The British Humanist Association (BHA) has reacted with sadness to news that its Patron, Eric Lubbock, 4th Baron Avebury, a tireless human rights campaigner who also served as MP for Oprington and as a peer in the Liberal and Liberal Democrat parties, has died. His death occurred on Sunday 14 February.
The grandson of John Lubbock, a wealthy philanthropist and polymath who divided his time between the pursuit of science, banking, and Liberal Party politics, Eric was born into privilege. But if this had any effect on his character, it certainly did little to dull his sense of injustice in the world. Quite the contrary, from the very beginning, Eric was a believer in fair play and in the crucial role played by the community.
These convictions led him, after an education at Harrow and Balliol, to serve his country in the Welsh Guards before eventually taking on a position as a production manager and later a production engineer at Rolls-Royce. It was in politics, however, that Avebury first found fulfilment, becoming an MP in 1962, and his approach, derived as much from his humanist outlook as from his scientific training, was to approach social and ethical problems with the same clarity of mind and purpose as an engineer solving problems on the factory floor.

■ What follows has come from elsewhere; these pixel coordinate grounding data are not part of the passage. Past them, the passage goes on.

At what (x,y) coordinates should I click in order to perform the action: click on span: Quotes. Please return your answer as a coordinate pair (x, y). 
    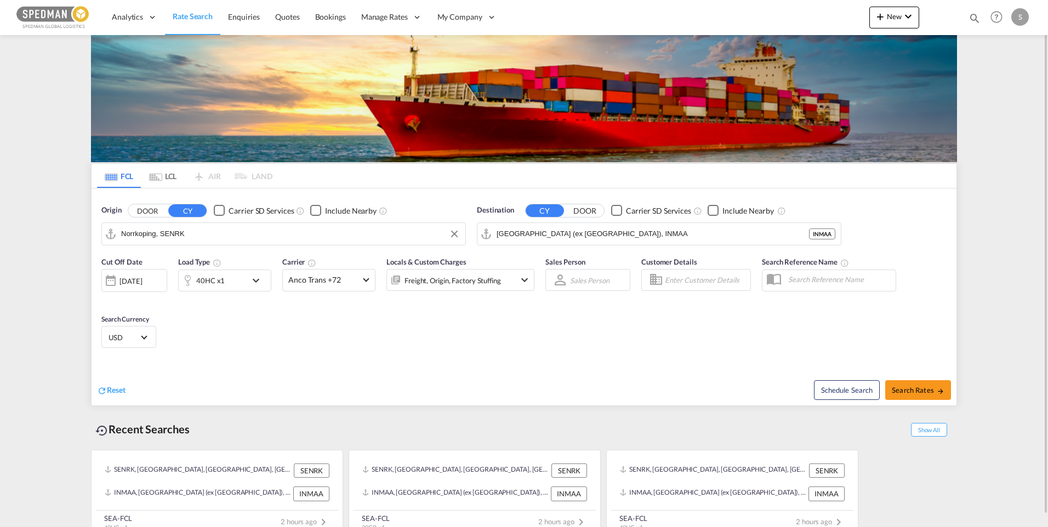
    Looking at the image, I should click on (287, 16).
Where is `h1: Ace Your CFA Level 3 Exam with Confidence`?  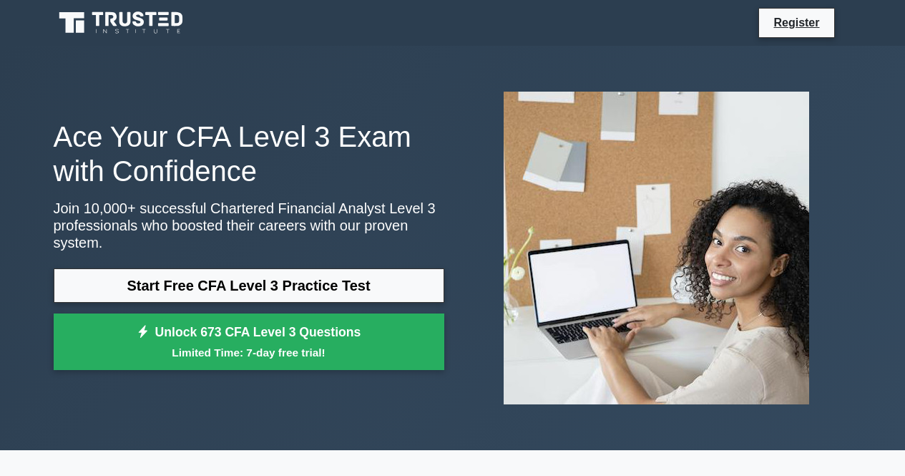
h1: Ace Your CFA Level 3 Exam with Confidence is located at coordinates (249, 154).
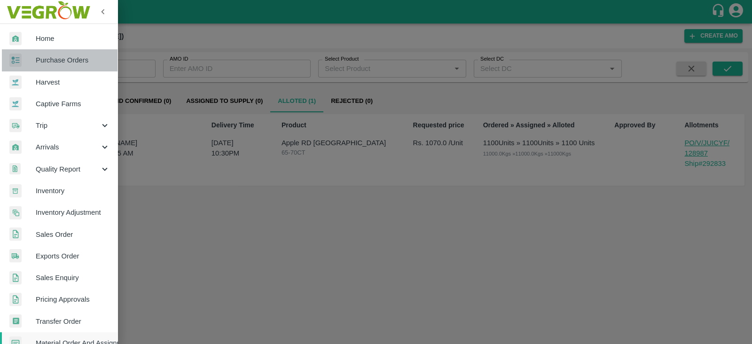  Describe the element at coordinates (73, 256) in the screenshot. I see `span: Exports Order` at that location.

Avebury’s pet issues were many. He was a keen proponent of electoral reform, and believed that the country would be best served by multi-member constituencies, at a time when such beliefs were overwhelmingly unpopular in the Commons. Of his more successful campaigns as an MP, he continually pushed for a change in the law to bring the voting age down to 18, which became one of his greatest successes. The Representation of the People Bill received royal assent in 1969.

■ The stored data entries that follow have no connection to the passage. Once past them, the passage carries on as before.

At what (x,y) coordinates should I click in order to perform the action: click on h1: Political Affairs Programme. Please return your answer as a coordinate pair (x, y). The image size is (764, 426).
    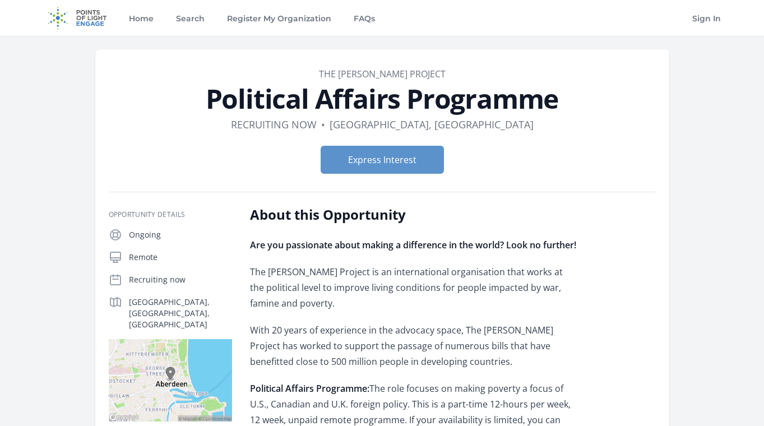
    Looking at the image, I should click on (382, 99).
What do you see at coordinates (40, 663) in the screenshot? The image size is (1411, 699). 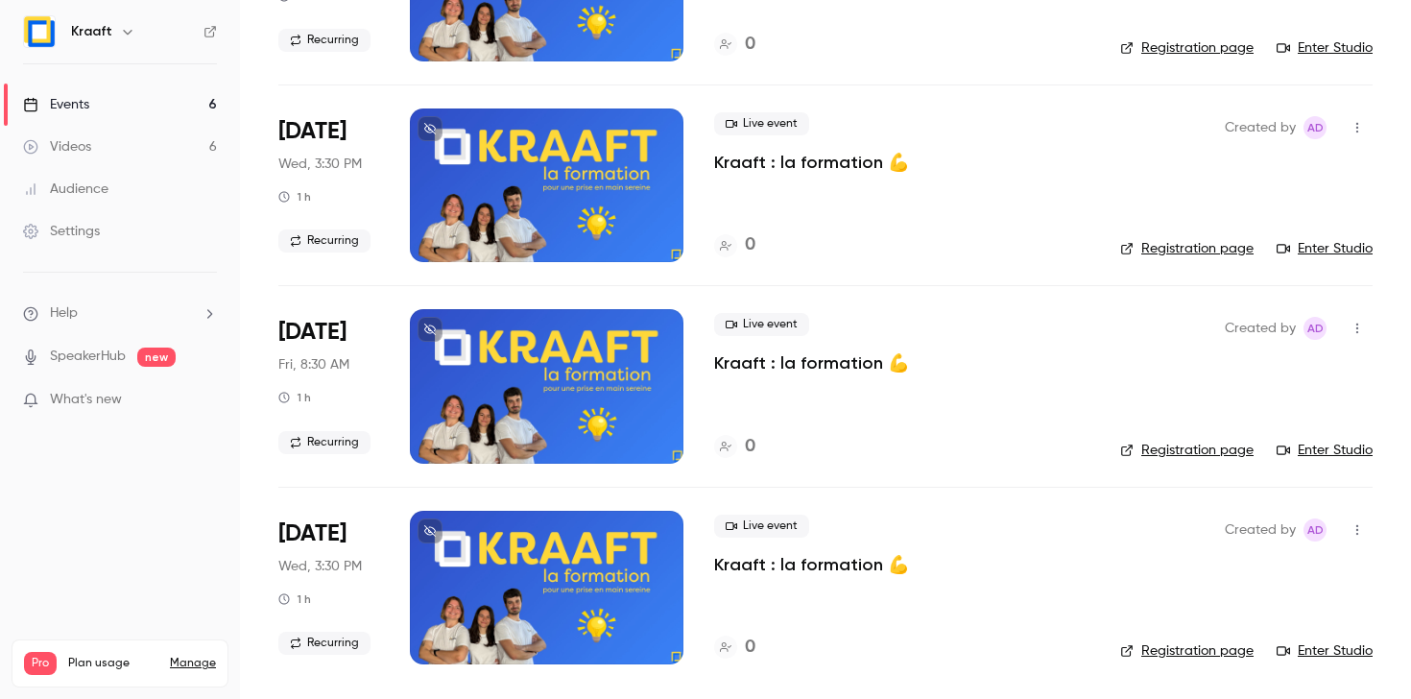 I see `span: Pro` at bounding box center [40, 663].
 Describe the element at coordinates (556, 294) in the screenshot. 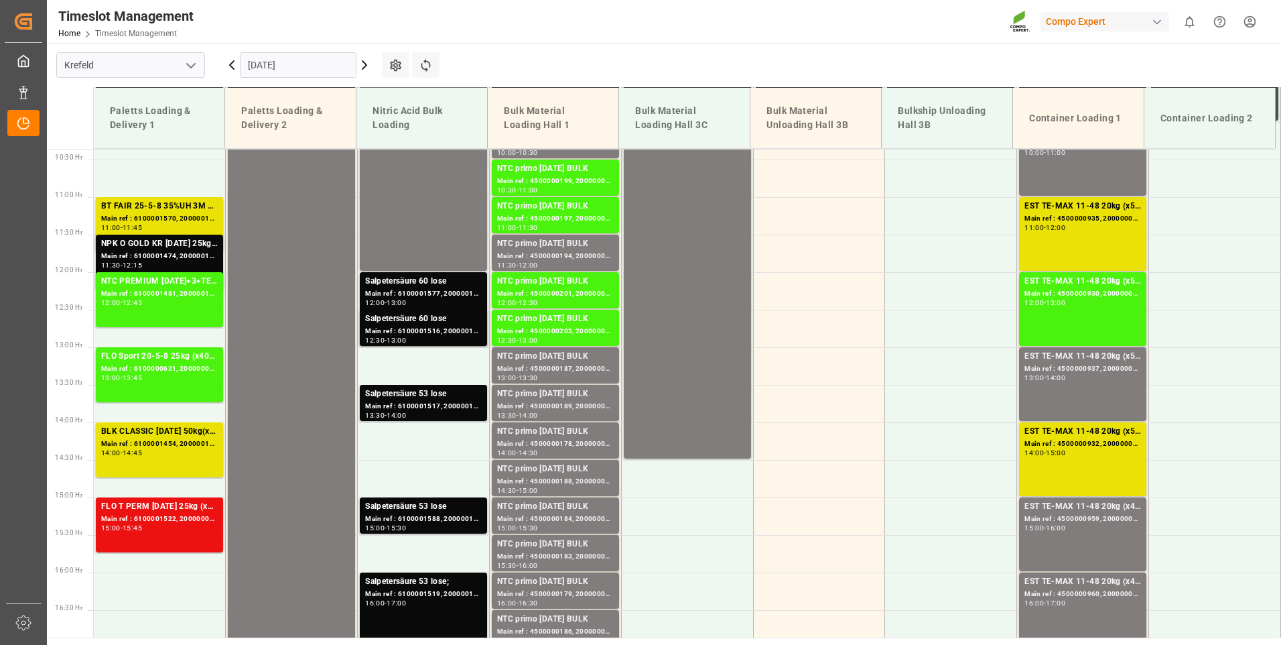

I see `div: Main ref : 4500000201, 2000000032` at that location.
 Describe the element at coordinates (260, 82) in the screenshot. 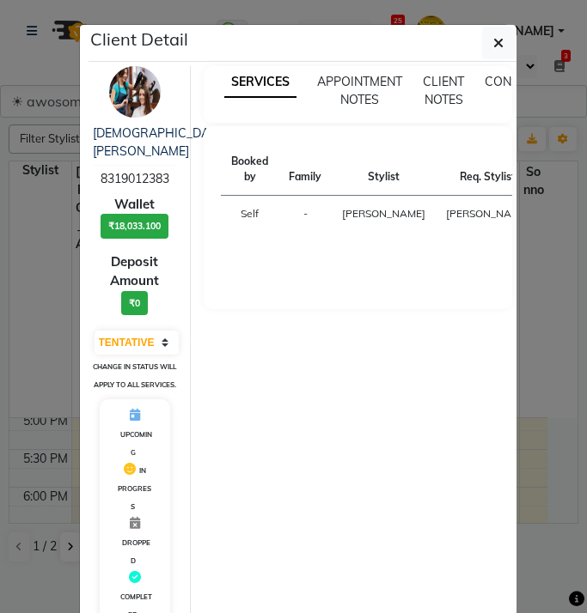

I see `span: SERVICES` at that location.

In 1970, he was unseated in Orpington by the Conservatives, but within a few weeks inherited a hereditary place in the House of Lords, from his cousin. As the Liberal Spokesman on Race Relations throughout the 1970s, it was Lord Avebury’s duty to champion racial equality in Britain at a time when racial discrimination was a widespread problem. He also founded the Parliamentary Human Rights Group, such was his belief in the role of Parliament in protecting the fundamental liberties of every citizen, on equal terms. In 1999, when hereditary peers were phased out by the Labour Government, so impressed were his Liberal (now Liberal Democrat) colleagues with his record, he was among the few such peers elected him to remain.

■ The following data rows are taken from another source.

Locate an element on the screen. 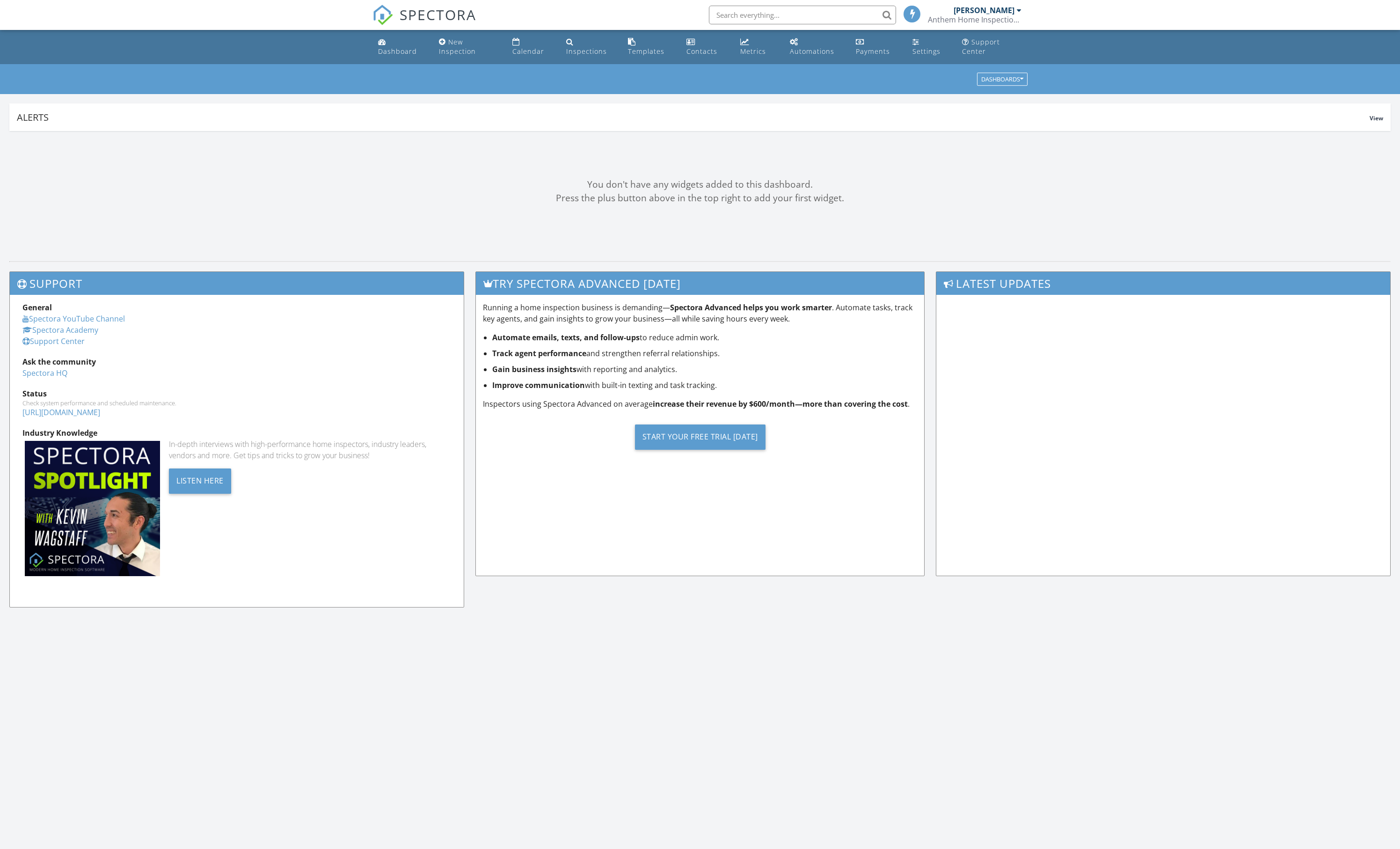 The height and width of the screenshot is (849, 1400). div: Dashboard is located at coordinates (397, 51).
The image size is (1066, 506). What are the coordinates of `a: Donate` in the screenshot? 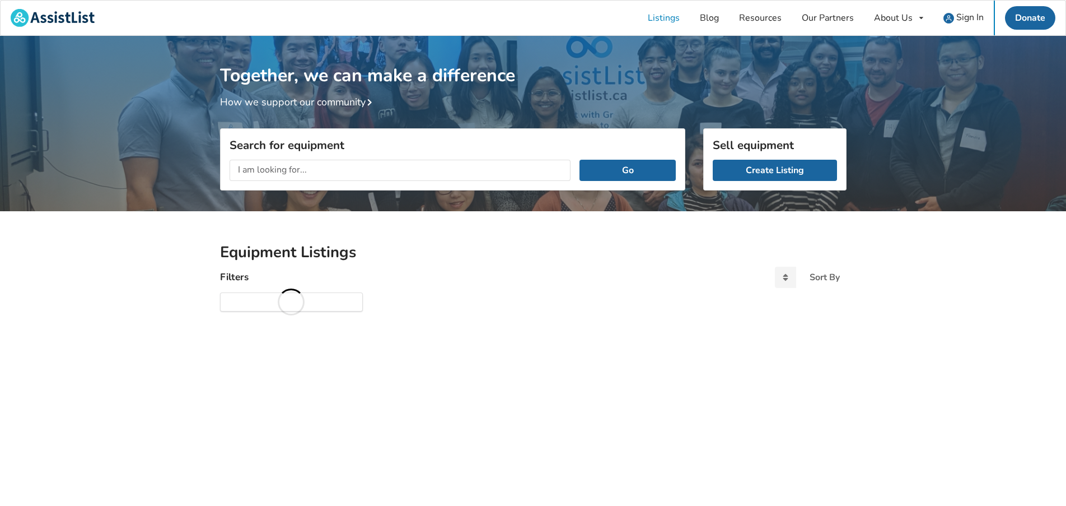 It's located at (1030, 18).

He also helped to bring about one of the most welcome changes to the statute of the past few decades, when in 2008 he was successful in arguing the case against the criminalisation of ‘blasphemous libel’, on which he worked with fellow BHA Patron Evan Harris MP. In one memorable 2005 statement before the Lords, he championed the new Racial and Religious Hatred Bill, saying:
‘The Bill deals with the real evil of stirring up hatred against people because of what they believe or practise. Our ancestors hated each other, sticking labels on Lollards, Catholics, Protestants and Jews. That led to the burning of heretics, religious wars that cost thousands of lives and to the Holocaust. Hatred was never brought to an end by hatred, so let the rivalry between faiths, including secularism, be conducted by means of argument or even by mockery and derision. Let poets, novelists, comedians, playwrights and broadcasters say what they please. If God exists, he does not need the protection of this or any other law.’
Commenting on his death, BHA Chief Executive Andrew Copson said, ‘Lord Avebury was a committed humanist who believed in the power of politics to transform societies for the better. He approached his own campaigning for this cause admirably: marrying a reliance on reason and evidence to profound empathy and an appreciation for both the lessons of history and the inalienability of human rights. His death is a great loss to politics and to Humanism.’
Notes
The British Humanist Association is the national charity working on behalf of non-religious people who seek to live ethical and fulfilling lives on the basis of reason and humanity. It promotes a secular state and equal treatment in law and policy of everyone, regardless of religion or belief.